No CrossRef data available.
Article contents
Electroconvulsive therpapy and cinema. From “the snake pit” to “requiem for a dream”
Published online by Cambridge University Press: 16 April 2020
Abstract
Electroconvulsive therapy is nowadays one of the most useful treatments for severe mental disorders. A lot of patients refer an improvement or even a remission of their psychopathology after this treatment.
To demonstrate how cinema has favoured the creation of a social stigma against mental health professionals, against the treatments we use and, most of all, against the people we treat.We based this project on the portrait cinema has meade of electroconvulsive therapy (ECT).
ECT appears in more than thirty films. We take into account the most representative ones shot from 1948 to 2008.
ECT makes its debut in cinema in 1948, ten years after its first use as a psychiatric treatment. During 60 years, ECT comes on stage in more than 30 films. The main indication in cinema to use ECT is to control and punish antisocial behaviors. Medical consent is not asked in most of the films. The ECT modified procedure doesn’t appear.
Cinema has contributed to stigmatize mental illness, psychiatrists and treatments we use, specially electroconvulsive therapy.
- Type
- P02-563
- Information
- European Psychiatry , Volume 26 , Issue S2: Abstracts of the 19th European Congress of Psychiatry , March 2011 , pp. 1159
- Copyright
- Copyright © European Psychiatric Association 2011
Comments
No Comments have been published for this article.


— TASK TO COMPLETE —
For the listing below, work out how many lines hold the word "pixels" and give that number by itself.
╭─ DATA FOR THIS TASK
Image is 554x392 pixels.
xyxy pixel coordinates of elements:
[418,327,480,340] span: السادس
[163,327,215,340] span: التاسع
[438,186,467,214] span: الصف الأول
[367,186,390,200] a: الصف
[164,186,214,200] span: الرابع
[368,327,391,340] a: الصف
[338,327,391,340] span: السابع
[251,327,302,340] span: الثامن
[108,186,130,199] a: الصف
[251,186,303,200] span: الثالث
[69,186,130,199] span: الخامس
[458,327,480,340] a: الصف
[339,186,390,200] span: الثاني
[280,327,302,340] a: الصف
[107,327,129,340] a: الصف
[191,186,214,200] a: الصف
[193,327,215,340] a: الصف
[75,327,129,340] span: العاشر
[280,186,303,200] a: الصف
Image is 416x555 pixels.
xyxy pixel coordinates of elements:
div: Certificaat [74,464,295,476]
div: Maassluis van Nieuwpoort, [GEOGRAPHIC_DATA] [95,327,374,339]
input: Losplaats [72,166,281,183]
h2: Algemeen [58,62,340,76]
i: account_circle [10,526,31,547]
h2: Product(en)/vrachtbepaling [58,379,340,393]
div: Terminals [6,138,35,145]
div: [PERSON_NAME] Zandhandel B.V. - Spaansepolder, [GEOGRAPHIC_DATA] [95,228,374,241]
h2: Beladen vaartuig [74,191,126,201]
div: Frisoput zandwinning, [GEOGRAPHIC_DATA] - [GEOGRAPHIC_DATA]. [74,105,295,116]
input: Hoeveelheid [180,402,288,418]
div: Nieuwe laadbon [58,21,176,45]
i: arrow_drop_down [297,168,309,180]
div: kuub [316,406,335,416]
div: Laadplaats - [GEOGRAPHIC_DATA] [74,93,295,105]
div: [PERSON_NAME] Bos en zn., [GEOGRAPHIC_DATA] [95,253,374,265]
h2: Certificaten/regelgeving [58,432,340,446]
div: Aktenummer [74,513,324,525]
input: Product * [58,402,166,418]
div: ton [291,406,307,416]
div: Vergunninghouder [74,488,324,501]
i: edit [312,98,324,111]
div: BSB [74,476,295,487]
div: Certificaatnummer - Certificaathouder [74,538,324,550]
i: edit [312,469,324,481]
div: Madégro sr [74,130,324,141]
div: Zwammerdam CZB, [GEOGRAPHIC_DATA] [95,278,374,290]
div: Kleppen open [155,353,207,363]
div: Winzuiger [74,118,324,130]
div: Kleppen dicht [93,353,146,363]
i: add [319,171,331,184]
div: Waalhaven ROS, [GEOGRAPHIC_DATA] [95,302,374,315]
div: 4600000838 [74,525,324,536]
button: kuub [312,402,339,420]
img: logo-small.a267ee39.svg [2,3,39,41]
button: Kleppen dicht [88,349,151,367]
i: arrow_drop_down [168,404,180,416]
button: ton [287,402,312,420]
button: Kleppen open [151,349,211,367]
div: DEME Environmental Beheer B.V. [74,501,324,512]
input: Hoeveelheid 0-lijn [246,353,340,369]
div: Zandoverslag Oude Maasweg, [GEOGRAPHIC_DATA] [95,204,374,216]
╰─
╭─ DATA FOR THIS TASK
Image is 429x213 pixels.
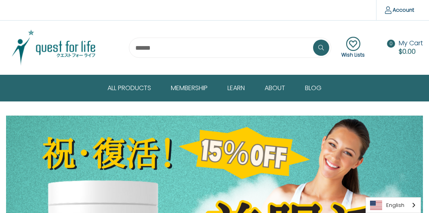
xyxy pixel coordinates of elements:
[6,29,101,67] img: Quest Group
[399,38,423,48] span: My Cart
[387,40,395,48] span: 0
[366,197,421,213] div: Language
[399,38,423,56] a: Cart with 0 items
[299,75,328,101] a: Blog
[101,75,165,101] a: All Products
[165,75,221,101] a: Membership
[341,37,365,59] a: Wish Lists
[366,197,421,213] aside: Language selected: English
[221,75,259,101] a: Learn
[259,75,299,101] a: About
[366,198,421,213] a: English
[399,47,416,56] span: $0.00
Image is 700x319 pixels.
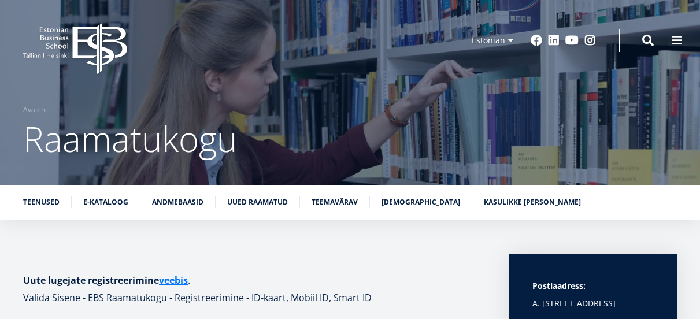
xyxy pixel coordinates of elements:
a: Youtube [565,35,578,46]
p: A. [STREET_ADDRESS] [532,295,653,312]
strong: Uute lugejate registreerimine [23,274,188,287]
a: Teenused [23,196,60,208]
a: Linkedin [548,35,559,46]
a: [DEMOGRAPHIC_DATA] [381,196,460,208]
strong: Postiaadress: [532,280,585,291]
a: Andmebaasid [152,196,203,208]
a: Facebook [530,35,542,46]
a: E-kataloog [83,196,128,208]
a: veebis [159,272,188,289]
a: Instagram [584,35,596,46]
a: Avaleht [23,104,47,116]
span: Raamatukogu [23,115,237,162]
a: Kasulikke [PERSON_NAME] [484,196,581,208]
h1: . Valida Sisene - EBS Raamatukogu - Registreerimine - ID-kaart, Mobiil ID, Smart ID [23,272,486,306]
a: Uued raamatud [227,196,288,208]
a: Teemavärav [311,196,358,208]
╰─
╭─ DATA FOR THIS TASK
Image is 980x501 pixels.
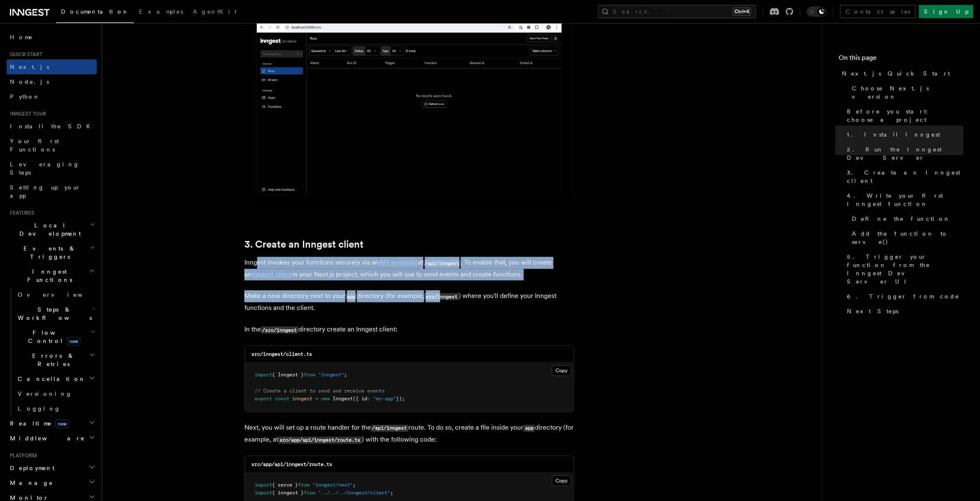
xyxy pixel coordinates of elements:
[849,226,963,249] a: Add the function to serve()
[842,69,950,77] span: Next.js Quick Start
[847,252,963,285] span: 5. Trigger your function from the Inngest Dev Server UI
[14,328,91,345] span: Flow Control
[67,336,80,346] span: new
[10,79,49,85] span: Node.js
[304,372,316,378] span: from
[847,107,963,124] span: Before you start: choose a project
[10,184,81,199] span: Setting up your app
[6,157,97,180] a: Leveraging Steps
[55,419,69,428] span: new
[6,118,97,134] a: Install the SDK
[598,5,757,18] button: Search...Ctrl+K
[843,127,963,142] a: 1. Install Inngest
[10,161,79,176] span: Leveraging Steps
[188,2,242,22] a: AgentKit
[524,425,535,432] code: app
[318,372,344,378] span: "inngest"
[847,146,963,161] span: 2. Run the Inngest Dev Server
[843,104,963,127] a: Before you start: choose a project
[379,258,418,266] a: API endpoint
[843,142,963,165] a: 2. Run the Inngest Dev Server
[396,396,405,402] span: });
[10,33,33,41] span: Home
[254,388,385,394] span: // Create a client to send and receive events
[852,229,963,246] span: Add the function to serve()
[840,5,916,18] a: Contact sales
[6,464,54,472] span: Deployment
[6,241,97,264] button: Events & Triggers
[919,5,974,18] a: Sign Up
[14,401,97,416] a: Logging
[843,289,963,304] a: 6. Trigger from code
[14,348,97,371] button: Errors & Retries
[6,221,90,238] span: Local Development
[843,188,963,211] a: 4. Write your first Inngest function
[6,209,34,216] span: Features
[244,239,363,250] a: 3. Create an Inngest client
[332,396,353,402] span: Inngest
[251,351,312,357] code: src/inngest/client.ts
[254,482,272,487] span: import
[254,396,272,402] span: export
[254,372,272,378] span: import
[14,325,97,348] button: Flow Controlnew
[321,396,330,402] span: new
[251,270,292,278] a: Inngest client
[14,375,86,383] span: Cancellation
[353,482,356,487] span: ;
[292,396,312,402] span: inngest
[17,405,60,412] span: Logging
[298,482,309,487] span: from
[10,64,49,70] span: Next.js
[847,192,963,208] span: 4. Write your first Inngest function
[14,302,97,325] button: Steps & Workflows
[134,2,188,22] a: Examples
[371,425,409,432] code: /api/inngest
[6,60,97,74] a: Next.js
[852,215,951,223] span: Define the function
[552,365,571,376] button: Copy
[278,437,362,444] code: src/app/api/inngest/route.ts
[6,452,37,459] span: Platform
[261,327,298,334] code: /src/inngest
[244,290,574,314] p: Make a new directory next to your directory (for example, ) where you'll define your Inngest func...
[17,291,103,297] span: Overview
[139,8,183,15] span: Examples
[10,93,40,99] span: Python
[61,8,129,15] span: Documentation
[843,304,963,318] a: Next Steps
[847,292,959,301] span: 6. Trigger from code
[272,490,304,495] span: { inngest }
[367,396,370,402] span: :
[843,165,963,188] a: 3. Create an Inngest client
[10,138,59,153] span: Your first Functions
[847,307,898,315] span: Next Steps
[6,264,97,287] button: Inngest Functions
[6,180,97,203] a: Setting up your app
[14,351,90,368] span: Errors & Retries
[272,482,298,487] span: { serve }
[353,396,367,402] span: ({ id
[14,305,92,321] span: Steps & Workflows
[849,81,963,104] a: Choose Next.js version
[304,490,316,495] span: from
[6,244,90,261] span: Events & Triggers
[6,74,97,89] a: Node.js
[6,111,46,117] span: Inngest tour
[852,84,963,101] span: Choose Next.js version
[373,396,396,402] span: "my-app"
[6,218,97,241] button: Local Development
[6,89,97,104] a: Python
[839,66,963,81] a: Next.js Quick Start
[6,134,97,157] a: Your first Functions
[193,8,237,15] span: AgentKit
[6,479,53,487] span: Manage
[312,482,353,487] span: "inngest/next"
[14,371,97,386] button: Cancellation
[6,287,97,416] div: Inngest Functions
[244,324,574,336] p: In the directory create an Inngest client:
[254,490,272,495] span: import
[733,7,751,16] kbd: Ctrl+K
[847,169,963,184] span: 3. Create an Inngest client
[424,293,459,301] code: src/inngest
╰─
— WRITTEN REPLY —
5